Yelp, the review site for restaurants and local businesses, has hired Evercore to help defend the company against an activist investor, who recently called for a board shake-up and potential sale, according to people familiar with the matter.
Hedge fund manager SQN, which owns 4 percent of Yelp shares, released a presentation on Jan. 16, about the company’s “significant underperformance,” and said that based on its own research “an immediate sale to a private equity firm could yield a $47 to $50 stock price.” The shares are currently trading at $37.59.
Yelp co-founder and CEO Jeremy Stoppelman and the board have now tapped Evercore to work with the company and explore the market, but the bank hasn’t started running a sales process, said the people, who asked not to be named because the matter is confidential. At the current market valuation of over $3 billion, there are few, if any, “credible buyers,” one of the people said.
Representatives from Yelp and Evercore declined to comment.
SQN’s report suggests that the company is worth $4 billion or more. But SQN, a technology-focused hedge fund with more than $1.1 billion in assets, is a virtual unknown in the world of activist investing, where Carl Icahn, Bill Ackman and Daniel Loeb are among the most recognizable and influential players. Yelp is SQN’s first activist investment.
Yelp has struggled to fend off competition from Google, which is both the largest search engine and a rival in the reviews market. Google reviews and Instagram photos of food and restaurants have given consumers new ways to find recommendations for restaurants.
Yelp has also lagged behind other companies that offer tools and technology to measure the effectiveness of ad spend, and has failed to keep up with Google’s local discovery features, SQN claimed in its investor presentation.
Shares of Yelp have plunged by more than half over the past five years and are down 15 percent in the past 12 months. SQN said that Yelp has underperformed the Russell 2000 Technology Index by 117 percent and its own peer group by about 74 percent over the last half-decade.
Yelp has been on the M&A market in the past. The company hired Goldman Sachs to run a sales process in 2015. That effort ended when Stoppelman decided not to move forward despite having several interested buyers, people familiar with the matter said at the time.
The Evercore-led process could end up with the company looking for a buyer, especially if Yelp shares were to fall, sources told CNBC. Yelp hasn’t made any decisions about selling this time around, the people said.
SQN said in an email to CNBC that it knows of “multiple buyers” that would be interested in buying Yelp.
Here’s the firm’s full statement.
As we made clear in our detailed presentation released in January, SQN believes there are multiple pathways to significant value creation at Yelp, including through the company remaining public and implementing our recommendations, or through a sale of the company to a large universe of private or strategic buyers. We are unclear on how anyone could credibly state that potential buyers don’t exist without having run a fulsome strategic process. As we’ve previously stated, we know of multiple buyers who would be interested, and we believe these potential acquirers would be eager to participate in such a process.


_DESCRIPTION OF THE TASK_
Lines from the one containing "This is a (1024, 768)" through the last line of the data below are to be returned exactly; leave out the rest.

*** SOURCE MATERIAL Section Begins ***

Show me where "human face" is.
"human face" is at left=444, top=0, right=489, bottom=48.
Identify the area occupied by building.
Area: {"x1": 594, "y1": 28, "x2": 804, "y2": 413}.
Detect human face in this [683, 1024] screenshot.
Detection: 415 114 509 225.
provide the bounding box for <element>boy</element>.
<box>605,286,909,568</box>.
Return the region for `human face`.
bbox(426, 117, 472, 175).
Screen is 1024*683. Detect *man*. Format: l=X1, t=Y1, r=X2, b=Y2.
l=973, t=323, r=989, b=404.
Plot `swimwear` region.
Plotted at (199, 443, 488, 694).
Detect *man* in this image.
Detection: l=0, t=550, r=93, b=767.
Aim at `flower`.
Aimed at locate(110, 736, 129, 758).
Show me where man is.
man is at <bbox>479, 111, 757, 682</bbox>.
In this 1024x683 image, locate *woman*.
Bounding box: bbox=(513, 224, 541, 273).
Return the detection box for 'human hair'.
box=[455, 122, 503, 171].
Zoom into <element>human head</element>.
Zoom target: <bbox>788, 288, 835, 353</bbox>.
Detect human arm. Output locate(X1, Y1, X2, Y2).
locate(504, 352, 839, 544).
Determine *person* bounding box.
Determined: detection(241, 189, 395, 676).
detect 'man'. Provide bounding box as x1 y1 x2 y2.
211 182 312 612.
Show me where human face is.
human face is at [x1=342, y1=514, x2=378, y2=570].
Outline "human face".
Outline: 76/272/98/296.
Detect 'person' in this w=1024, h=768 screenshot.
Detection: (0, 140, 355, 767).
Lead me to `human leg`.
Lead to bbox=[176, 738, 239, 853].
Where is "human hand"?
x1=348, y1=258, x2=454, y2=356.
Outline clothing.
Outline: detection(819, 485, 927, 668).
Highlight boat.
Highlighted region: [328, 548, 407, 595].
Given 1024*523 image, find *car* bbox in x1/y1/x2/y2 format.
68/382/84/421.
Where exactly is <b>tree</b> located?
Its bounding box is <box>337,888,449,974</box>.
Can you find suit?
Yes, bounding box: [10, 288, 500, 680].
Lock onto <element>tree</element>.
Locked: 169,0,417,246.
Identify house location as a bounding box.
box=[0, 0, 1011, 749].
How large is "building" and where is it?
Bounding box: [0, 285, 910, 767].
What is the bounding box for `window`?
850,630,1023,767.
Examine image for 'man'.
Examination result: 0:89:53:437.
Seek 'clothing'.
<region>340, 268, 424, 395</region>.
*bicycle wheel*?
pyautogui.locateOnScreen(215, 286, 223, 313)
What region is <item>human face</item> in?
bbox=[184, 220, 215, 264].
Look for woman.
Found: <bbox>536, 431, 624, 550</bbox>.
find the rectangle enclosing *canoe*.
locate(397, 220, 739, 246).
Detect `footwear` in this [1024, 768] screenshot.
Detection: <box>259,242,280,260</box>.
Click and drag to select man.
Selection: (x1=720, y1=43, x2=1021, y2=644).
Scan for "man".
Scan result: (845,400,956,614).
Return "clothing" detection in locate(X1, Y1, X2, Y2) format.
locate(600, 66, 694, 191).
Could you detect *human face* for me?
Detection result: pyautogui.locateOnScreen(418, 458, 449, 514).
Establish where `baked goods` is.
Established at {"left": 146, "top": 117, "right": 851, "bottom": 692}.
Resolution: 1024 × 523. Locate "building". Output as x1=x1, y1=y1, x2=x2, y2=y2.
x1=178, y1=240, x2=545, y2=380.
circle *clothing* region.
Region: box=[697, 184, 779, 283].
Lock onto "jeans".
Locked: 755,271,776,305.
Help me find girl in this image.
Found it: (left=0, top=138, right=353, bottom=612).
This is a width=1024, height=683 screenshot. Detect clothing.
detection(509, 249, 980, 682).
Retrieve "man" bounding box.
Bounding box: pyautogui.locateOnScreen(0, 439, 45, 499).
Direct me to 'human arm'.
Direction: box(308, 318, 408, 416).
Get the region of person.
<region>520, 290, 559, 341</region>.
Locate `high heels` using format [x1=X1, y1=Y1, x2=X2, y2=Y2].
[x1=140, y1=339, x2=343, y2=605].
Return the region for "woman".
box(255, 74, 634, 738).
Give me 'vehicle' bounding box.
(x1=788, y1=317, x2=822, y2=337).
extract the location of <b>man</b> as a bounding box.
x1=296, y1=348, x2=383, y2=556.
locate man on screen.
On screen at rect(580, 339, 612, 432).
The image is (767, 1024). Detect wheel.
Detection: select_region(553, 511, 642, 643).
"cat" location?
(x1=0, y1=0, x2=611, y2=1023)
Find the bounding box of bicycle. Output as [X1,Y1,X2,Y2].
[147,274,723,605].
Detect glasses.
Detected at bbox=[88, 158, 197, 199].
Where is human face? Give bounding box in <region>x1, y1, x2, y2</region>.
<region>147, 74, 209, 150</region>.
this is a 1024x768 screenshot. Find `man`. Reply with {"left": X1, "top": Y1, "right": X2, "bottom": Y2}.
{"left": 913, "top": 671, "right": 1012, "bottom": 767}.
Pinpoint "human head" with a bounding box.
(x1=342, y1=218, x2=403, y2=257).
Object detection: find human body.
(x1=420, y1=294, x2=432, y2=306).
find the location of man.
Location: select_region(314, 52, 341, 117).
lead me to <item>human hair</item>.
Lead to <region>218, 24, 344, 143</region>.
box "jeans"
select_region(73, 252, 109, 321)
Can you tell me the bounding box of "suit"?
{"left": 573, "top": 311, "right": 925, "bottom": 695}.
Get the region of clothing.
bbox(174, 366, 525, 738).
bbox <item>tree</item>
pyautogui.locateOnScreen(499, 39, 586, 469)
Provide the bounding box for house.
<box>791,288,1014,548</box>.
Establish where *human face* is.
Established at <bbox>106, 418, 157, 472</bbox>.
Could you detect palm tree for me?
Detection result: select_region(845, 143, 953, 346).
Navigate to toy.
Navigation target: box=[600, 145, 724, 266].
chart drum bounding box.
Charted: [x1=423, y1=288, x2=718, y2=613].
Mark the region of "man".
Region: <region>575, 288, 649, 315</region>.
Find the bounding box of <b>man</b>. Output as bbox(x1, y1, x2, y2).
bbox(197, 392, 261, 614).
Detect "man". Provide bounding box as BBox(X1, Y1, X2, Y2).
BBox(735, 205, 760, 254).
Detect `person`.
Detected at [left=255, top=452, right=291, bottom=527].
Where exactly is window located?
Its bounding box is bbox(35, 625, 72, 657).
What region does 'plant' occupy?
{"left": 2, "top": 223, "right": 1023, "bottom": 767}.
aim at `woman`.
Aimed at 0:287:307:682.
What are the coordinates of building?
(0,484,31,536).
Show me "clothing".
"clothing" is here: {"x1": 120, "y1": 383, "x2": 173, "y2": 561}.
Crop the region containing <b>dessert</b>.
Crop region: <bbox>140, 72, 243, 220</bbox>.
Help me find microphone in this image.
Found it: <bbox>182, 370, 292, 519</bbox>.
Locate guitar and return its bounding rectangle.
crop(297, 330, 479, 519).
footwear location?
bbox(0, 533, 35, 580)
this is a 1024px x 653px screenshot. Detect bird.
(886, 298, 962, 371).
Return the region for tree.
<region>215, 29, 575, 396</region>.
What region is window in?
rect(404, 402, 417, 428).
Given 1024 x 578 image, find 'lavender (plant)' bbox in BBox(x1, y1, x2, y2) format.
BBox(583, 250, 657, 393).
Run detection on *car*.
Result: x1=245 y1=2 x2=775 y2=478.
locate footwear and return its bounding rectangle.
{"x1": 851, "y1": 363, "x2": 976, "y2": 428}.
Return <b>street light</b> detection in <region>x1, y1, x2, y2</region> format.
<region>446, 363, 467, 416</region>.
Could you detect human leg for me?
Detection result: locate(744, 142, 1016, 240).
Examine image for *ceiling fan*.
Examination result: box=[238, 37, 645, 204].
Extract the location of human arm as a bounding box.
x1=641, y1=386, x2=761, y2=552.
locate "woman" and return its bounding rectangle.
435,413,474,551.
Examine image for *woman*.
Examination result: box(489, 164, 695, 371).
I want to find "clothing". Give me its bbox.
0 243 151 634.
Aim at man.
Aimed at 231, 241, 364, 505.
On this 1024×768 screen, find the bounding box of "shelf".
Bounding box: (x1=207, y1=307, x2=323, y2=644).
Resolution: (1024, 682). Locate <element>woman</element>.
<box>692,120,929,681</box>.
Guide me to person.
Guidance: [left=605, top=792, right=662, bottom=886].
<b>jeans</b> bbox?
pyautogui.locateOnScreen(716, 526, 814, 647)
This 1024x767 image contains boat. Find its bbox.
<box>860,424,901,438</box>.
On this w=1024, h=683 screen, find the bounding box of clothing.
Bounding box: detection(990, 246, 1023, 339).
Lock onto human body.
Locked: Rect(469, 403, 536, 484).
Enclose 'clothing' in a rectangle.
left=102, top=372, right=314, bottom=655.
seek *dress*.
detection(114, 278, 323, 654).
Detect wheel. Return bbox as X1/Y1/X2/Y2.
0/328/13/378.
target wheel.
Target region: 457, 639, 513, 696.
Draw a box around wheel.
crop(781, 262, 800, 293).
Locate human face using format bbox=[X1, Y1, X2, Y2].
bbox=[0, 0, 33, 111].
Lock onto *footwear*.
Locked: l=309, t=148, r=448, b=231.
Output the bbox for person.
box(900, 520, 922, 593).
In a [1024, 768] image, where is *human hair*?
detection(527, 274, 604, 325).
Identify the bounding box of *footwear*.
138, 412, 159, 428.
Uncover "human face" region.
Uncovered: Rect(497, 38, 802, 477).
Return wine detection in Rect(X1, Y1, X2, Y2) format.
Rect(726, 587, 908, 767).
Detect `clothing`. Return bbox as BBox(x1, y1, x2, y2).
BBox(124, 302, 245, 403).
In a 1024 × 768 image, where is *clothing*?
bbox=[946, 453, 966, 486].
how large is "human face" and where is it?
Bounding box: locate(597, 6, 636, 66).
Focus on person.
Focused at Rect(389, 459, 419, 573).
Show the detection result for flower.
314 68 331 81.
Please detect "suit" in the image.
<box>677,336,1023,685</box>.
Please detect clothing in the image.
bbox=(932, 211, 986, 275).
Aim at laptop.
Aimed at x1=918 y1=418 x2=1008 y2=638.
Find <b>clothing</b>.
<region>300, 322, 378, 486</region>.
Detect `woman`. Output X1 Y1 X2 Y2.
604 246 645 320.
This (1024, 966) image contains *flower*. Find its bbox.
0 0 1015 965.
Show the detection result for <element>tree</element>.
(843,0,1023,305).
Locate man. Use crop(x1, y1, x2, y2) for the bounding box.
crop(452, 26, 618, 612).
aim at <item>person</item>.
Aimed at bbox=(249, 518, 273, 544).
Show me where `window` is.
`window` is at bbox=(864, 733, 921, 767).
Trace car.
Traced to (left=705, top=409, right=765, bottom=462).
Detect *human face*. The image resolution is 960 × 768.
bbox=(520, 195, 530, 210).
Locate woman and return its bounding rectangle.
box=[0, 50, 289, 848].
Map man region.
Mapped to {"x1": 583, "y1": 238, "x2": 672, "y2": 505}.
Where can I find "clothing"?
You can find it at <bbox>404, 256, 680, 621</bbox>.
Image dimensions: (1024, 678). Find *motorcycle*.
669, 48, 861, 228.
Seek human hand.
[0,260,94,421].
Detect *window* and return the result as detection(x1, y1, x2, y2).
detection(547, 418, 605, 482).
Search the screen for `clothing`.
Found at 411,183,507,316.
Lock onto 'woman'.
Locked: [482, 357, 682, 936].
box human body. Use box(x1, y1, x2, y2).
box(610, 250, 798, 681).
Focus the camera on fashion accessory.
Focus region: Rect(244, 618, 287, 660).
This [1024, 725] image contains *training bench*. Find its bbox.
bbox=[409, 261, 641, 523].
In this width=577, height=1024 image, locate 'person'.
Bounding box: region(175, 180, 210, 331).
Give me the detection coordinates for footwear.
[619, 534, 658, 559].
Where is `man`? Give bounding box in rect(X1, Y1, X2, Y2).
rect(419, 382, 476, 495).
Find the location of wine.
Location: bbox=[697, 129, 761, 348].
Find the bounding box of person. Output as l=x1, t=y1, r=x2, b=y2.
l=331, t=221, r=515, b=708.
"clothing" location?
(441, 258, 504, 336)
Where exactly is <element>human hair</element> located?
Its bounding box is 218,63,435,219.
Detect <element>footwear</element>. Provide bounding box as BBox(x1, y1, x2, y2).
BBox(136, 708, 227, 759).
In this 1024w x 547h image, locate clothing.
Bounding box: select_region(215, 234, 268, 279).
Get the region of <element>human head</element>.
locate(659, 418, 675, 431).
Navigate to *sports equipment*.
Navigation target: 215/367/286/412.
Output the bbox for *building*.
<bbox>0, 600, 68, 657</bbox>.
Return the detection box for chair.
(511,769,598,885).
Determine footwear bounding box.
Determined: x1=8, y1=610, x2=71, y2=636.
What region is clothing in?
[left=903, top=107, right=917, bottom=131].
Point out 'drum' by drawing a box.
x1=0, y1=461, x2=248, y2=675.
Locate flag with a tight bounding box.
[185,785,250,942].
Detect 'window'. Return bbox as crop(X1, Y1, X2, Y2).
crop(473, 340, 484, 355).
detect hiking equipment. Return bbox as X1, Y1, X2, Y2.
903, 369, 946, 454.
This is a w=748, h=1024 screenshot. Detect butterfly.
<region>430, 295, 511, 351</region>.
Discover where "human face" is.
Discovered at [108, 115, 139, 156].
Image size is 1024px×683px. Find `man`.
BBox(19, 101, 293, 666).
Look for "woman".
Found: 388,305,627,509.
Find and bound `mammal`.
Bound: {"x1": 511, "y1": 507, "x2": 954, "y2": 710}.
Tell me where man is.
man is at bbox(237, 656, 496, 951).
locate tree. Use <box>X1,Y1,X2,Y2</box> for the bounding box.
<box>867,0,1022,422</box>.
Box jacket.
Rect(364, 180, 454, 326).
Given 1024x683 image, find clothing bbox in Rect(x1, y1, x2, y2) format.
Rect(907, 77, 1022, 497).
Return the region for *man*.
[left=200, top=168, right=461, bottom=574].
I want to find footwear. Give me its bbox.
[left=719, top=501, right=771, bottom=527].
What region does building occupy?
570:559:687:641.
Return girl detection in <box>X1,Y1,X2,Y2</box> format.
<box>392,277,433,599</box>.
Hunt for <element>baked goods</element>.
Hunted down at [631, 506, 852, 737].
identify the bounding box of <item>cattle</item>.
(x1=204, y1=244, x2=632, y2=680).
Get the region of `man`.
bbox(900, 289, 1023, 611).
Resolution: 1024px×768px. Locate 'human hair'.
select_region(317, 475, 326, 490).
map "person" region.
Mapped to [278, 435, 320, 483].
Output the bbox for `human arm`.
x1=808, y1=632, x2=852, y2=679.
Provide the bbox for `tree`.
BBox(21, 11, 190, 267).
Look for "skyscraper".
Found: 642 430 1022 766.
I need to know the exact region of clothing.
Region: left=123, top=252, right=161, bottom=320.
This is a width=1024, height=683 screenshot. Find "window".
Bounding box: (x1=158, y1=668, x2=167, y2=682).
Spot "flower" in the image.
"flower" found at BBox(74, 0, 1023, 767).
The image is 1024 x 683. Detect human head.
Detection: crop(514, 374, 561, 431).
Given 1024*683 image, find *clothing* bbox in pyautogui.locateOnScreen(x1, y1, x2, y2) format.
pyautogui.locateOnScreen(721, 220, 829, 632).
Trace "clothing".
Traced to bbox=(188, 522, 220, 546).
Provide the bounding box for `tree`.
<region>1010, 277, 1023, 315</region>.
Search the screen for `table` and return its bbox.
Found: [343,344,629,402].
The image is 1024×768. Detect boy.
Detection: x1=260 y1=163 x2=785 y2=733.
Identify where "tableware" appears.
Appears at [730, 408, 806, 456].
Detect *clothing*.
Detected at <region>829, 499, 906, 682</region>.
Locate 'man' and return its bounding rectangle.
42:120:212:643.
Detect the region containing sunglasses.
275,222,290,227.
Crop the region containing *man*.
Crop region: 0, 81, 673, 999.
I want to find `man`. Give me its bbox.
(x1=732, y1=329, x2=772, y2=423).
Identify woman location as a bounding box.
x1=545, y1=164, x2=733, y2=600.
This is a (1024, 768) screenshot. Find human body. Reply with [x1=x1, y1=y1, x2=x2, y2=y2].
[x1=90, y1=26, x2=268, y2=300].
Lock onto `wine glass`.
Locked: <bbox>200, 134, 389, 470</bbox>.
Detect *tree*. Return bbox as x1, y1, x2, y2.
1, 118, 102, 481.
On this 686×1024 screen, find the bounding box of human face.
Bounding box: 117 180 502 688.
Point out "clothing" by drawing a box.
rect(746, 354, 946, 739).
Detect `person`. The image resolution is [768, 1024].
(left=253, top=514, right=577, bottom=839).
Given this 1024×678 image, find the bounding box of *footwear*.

*** SOURCE MATERIAL Section Ends ***

_REPLY_
This is a (1024, 768) screenshot. Find human body. Reply with [x1=x1, y1=y1, x2=x2, y2=y2].
[x1=90, y1=26, x2=268, y2=300].
Lock onto `wine glass`.
Locked: <bbox>200, 134, 389, 470</bbox>.
Detect *tree*. Return bbox as x1, y1, x2, y2.
1, 118, 102, 481.
On this 686×1024 screen, find the bounding box of human face.
Bounding box: 117 180 502 688.
Point out "clothing" by drawing a box.
rect(746, 354, 946, 739).
Detect `person`. The image resolution is [768, 1024].
(left=253, top=514, right=577, bottom=839).
Given this 1024×678 image, find the bounding box of *footwear*.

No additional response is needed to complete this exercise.